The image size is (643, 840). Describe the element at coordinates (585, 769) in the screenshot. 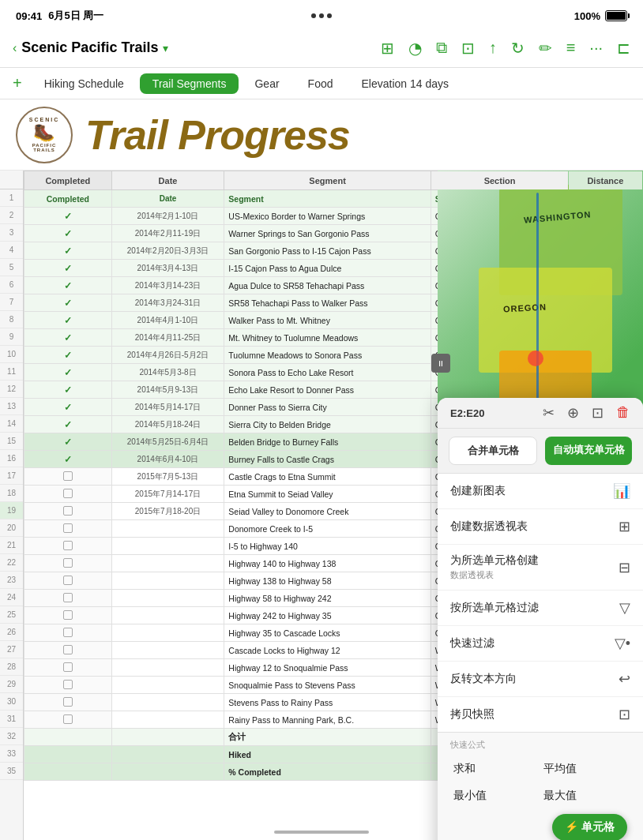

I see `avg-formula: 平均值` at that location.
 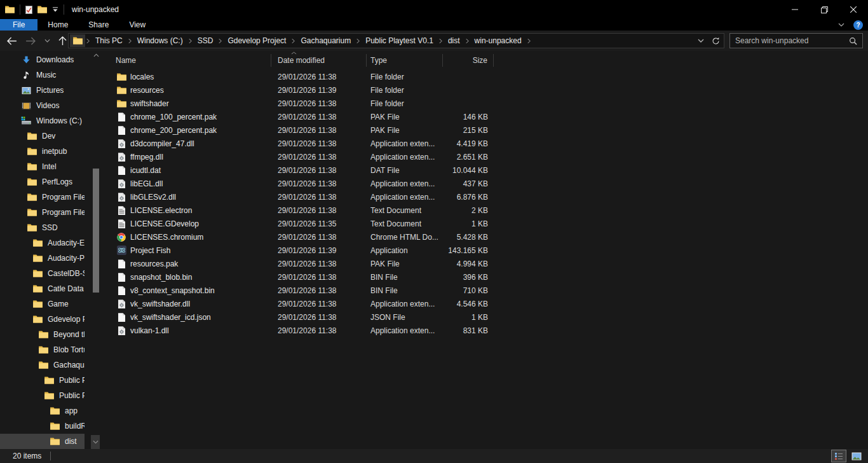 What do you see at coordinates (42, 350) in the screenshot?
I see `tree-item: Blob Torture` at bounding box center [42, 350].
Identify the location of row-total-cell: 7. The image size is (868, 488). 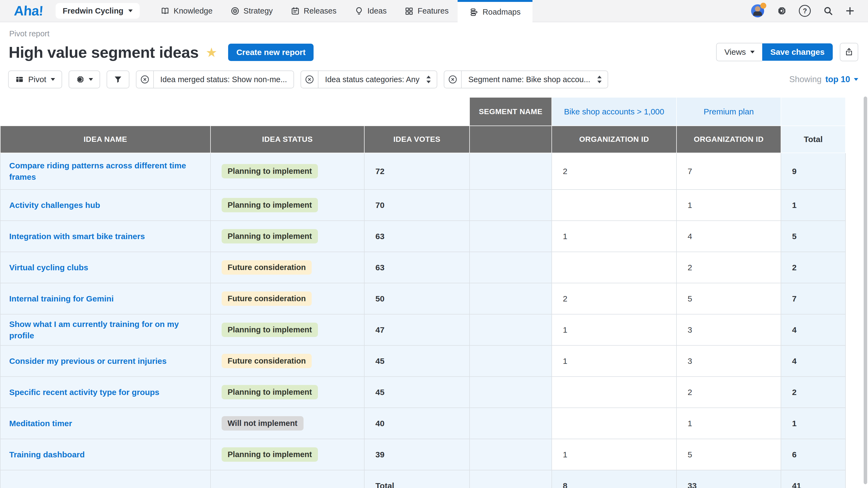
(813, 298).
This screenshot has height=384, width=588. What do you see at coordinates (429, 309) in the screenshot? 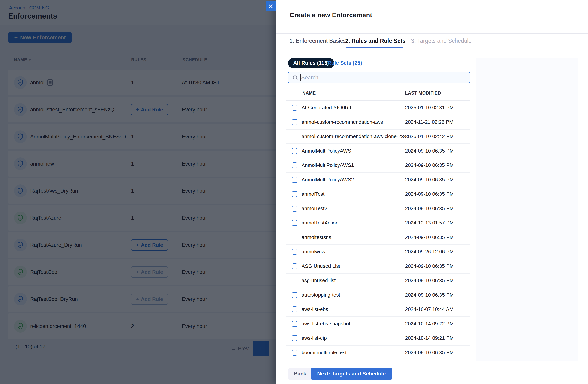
────────────────
Activity: An exact copy of the listing is required, with every image removed.

Answer to this problem:
The image size is (643, 840). Describe the element at coordinates (585, 769) in the screenshot. 

I see `avg-formula: 平均值` at that location.
  What do you see at coordinates (42, 350) in the screenshot?
I see `tree-item: Blob Torture` at bounding box center [42, 350].
Identify the location of row-total-cell: 7. The image size is (868, 488). 
(813, 298).
This screenshot has height=384, width=588. What do you see at coordinates (429, 309) in the screenshot? 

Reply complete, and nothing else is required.